Estimation of rice protein content before harvest using ground-based hyperspectral imaging and region of interest analysis

2017 ◽  
Vol 19 (4) ◽  
pp. 721-734 ◽  
Author(s):  
Hiroyuki Onoyama ◽  
Chanseok Ryu ◽  
Masahiko Suguri ◽  
Michihisa Iida
2014 ◽  
Vol 513-517 ◽  
pp. 4235-4238
Author(s):  
Song Lei Wang ◽  
Gui Shan Liu ◽  
Xue Fu Li ◽  
Rui Ming Luo

Near-infrared (NIR) hyperspectral imaging technique (900-1700nm) was evaluated to predict the protein content of Tan sheep. This research adopted NIR hyperspectral imaging to get imaging information of 72 mutton samples, multiplicative scatter correction was used to spectral data preprocessing. The optimal wavelengths were obtained through linear-regression analysis, BP neural network combined with actual measured values were established the prediction model and verified this model. The results showed that the prediction effect of model was very well. Correlation coefficient (Rp) and root mean squared error of prediction (RMSEP) of the protein were 0.87 and 1.19. The results indicated that it is feasible to predict the protein content of Tan sheep for NIR hyperspectral imaging technique.


2018 ◽  
Vol 240 ◽  
pp. 32-42 ◽  
Author(s):  
Nicola Caporaso ◽  
Martin B. Whitworth ◽  
Ian D. Fisk

2020 ◽  
Vol 10 (21) ◽  
pp. 7783
Author(s):  
Hamail Ayaz ◽  
Muhammad Ahmad ◽  
Manuel Mazzara ◽  
Ahmed Sohaib

Minced meat substitution is one of the most common forms of food fraud in the meat industry. Recently, Hyperspectral Imaging (HSI) has been used for the classification and identification of minced meat types. However, conventional methods are based only on spectral information and ignore the spatial variability of the data. Moreover, these methods first tend to reduce the size of the data, which to some extent ignores the abstract level information and does not preserve the spatial information. Therefore, this work proposes a novel Isos-bestic wavelength reduction method for the different minced meat types, by retaining only Myoglobin pigments (Mb) in the meat spectra. A total of 60 HSI cubes are acquired using Fx 10 Hyperspectral sensor. For each HSI cube, a set of preprocessing schemes is applied to extract the Region of Interest (ROI) and spectral preprocessing, i.e., Golay filtering. Later, these preprocessed HSI cubes are fed into a 3D-Convolutional Neural Network (3D-CNN) model for nonlinear feature extraction and classification. The proposed pipeline outperformed several state-of-the-art methods, with an overall accuracy of 94.0%.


Leave out the pictures, then return the records word for word.

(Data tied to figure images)
▬▬▬

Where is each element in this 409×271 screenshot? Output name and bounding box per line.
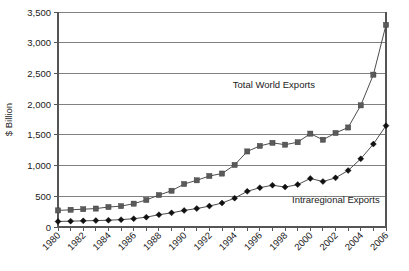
data-point-square — [320, 137, 325, 142]
data-point-diamond — [307, 175, 313, 181]
annotation-intraregional-exports: Intraregional Exports — [292, 194, 380, 205]
x-tick-label: 1990 — [166, 230, 189, 253]
data-point-square — [118, 204, 123, 209]
data-point-diamond — [131, 216, 137, 222]
y-tick-label: 500 — [35, 191, 51, 202]
y-tick-label: 3,500 — [27, 7, 51, 18]
data-point-diamond — [269, 182, 275, 188]
data-point-square — [282, 142, 287, 147]
data-point-diamond — [383, 123, 389, 129]
data-point-square — [106, 204, 111, 209]
data-point-diamond — [194, 206, 200, 212]
series-line-total-world-exports — [58, 25, 386, 211]
data-point-square — [144, 197, 149, 202]
data-point-diamond — [244, 188, 250, 194]
x-tick-label: 2006 — [368, 230, 391, 253]
data-point-diamond — [68, 218, 74, 224]
x-tick-label: 2002 — [317, 230, 340, 253]
data-point-square — [383, 22, 388, 27]
y-tick-label: 2,500 — [27, 68, 51, 79]
data-point-diamond — [219, 200, 225, 206]
data-point-square — [333, 130, 338, 135]
data-point-square — [270, 140, 275, 145]
data-point-square — [245, 149, 250, 154]
data-point-square — [257, 143, 262, 148]
data-point-diamond — [80, 218, 86, 224]
y-tick-label: 0 — [46, 222, 51, 233]
data-point-square — [182, 181, 187, 186]
data-point-diamond — [143, 214, 149, 220]
data-point-diamond — [206, 203, 212, 209]
data-point-diamond — [181, 207, 187, 213]
data-point-square — [68, 207, 73, 212]
x-tick-label: 1986 — [115, 230, 138, 253]
annotation-total-world-exports: Total World Exports — [233, 79, 315, 90]
data-point-diamond — [295, 182, 301, 188]
data-point-diamond — [257, 185, 263, 191]
y-tick-label: 2,000 — [27, 99, 51, 110]
x-tick-label: 1982 — [65, 230, 88, 253]
line-chart: 05001,0001,5002,0002,5003,0003,500198019… — [0, 0, 409, 271]
x-tick-label: 1984 — [90, 230, 113, 253]
y-tick-label: 3,000 — [27, 37, 51, 48]
data-point-square — [194, 178, 199, 183]
y-tick-label: 1,000 — [27, 160, 51, 171]
data-point-square — [156, 192, 161, 197]
x-tick-label: 1994 — [216, 230, 239, 253]
data-point-square — [219, 171, 224, 176]
data-point-diamond — [118, 217, 124, 223]
chart-container: 05001,0001,5002,0002,5003,0003,500198019… — [0, 0, 409, 271]
x-tick-label: 2004 — [342, 230, 365, 253]
data-point-square — [371, 72, 376, 77]
data-point-square — [308, 131, 313, 136]
x-tick-label: 1980 — [40, 230, 63, 253]
data-point-diamond — [333, 175, 339, 181]
data-point-square — [207, 173, 212, 178]
data-point-square — [93, 206, 98, 211]
data-point-square — [81, 207, 86, 212]
data-point-diamond — [156, 212, 162, 218]
data-point-diamond — [93, 218, 99, 224]
data-point-square — [55, 208, 60, 213]
data-point-diamond — [105, 217, 111, 223]
data-point-square — [346, 125, 351, 130]
data-point-square — [232, 162, 237, 167]
data-point-square — [131, 201, 136, 206]
y-axis-title: $ Billion — [3, 103, 14, 136]
data-point-square — [295, 140, 300, 145]
data-point-diamond — [320, 179, 326, 185]
data-point-square — [358, 103, 363, 108]
x-tick-label: 1988 — [141, 230, 164, 253]
y-tick-label: 1,500 — [27, 129, 51, 140]
data-point-diamond — [282, 184, 288, 190]
x-tick-label: 1998 — [267, 230, 290, 253]
x-tick-label: 1996 — [242, 230, 265, 253]
data-point-diamond — [55, 218, 61, 224]
data-point-diamond — [169, 210, 175, 216]
x-tick-label: 1992 — [191, 230, 214, 253]
x-tick-label: 2000 — [292, 230, 315, 253]
data-point-square — [169, 188, 174, 193]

▬▬▬

### Finished task
Where is each element in this 409×271 screenshot? Output name and bounding box per line.
data-point-square — [320, 137, 325, 142]
data-point-diamond — [307, 175, 313, 181]
annotation-intraregional-exports: Intraregional Exports — [292, 194, 380, 205]
x-tick-label: 1990 — [166, 230, 189, 253]
data-point-square — [118, 204, 123, 209]
data-point-diamond — [131, 216, 137, 222]
y-tick-label: 500 — [35, 191, 51, 202]
y-tick-label: 3,500 — [27, 7, 51, 18]
data-point-diamond — [269, 182, 275, 188]
data-point-square — [282, 142, 287, 147]
data-point-diamond — [383, 123, 389, 129]
data-point-square — [106, 204, 111, 209]
data-point-diamond — [194, 206, 200, 212]
series-line-total-world-exports — [58, 25, 386, 211]
data-point-square — [144, 197, 149, 202]
data-point-diamond — [244, 188, 250, 194]
x-tick-label: 2006 — [368, 230, 391, 253]
data-point-diamond — [68, 218, 74, 224]
x-tick-label: 2002 — [317, 230, 340, 253]
data-point-square — [383, 22, 388, 27]
y-tick-label: 2,500 — [27, 68, 51, 79]
data-point-diamond — [219, 200, 225, 206]
data-point-square — [333, 130, 338, 135]
data-point-square — [270, 140, 275, 145]
data-point-square — [245, 149, 250, 154]
data-point-square — [257, 143, 262, 148]
data-point-diamond — [80, 218, 86, 224]
y-tick-label: 0 — [46, 222, 51, 233]
data-point-square — [182, 181, 187, 186]
data-point-diamond — [143, 214, 149, 220]
data-point-diamond — [206, 203, 212, 209]
data-point-diamond — [181, 207, 187, 213]
data-point-square — [68, 207, 73, 212]
x-tick-label: 1986 — [115, 230, 138, 253]
annotation-total-world-exports: Total World Exports — [233, 79, 315, 90]
data-point-diamond — [295, 182, 301, 188]
data-point-diamond — [257, 185, 263, 191]
y-tick-label: 2,000 — [27, 99, 51, 110]
x-tick-label: 1982 — [65, 230, 88, 253]
line-chart: 05001,0001,5002,0002,5003,0003,500198019… — [0, 0, 409, 271]
x-tick-label: 1984 — [90, 230, 113, 253]
y-tick-label: 3,000 — [27, 37, 51, 48]
data-point-square — [194, 178, 199, 183]
y-tick-label: 1,000 — [27, 160, 51, 171]
data-point-square — [156, 192, 161, 197]
x-tick-label: 1994 — [216, 230, 239, 253]
data-point-square — [219, 171, 224, 176]
data-point-diamond — [118, 217, 124, 223]
chart-container: 05001,0001,5002,0002,5003,0003,500198019… — [0, 0, 409, 271]
x-tick-label: 2004 — [342, 230, 365, 253]
data-point-square — [371, 72, 376, 77]
data-point-square — [308, 131, 313, 136]
x-tick-label: 1980 — [40, 230, 63, 253]
data-point-diamond — [333, 175, 339, 181]
data-point-square — [207, 173, 212, 178]
data-point-square — [93, 206, 98, 211]
data-point-square — [81, 207, 86, 212]
data-point-diamond — [156, 212, 162, 218]
data-point-diamond — [93, 218, 99, 224]
data-point-square — [55, 208, 60, 213]
data-point-diamond — [105, 217, 111, 223]
data-point-square — [346, 125, 351, 130]
data-point-square — [232, 162, 237, 167]
data-point-square — [131, 201, 136, 206]
y-axis-title: $ Billion — [3, 103, 14, 136]
data-point-square — [295, 140, 300, 145]
data-point-diamond — [320, 179, 326, 185]
data-point-square — [358, 103, 363, 108]
x-tick-label: 1988 — [141, 230, 164, 253]
y-tick-label: 1,500 — [27, 129, 51, 140]
data-point-diamond — [282, 184, 288, 190]
x-tick-label: 1998 — [267, 230, 290, 253]
x-tick-label: 1996 — [242, 230, 265, 253]
data-point-diamond — [55, 218, 61, 224]
data-point-diamond — [169, 210, 175, 216]
x-tick-label: 1992 — [191, 230, 214, 253]
x-tick-label: 2000 — [292, 230, 315, 253]
data-point-square — [169, 188, 174, 193]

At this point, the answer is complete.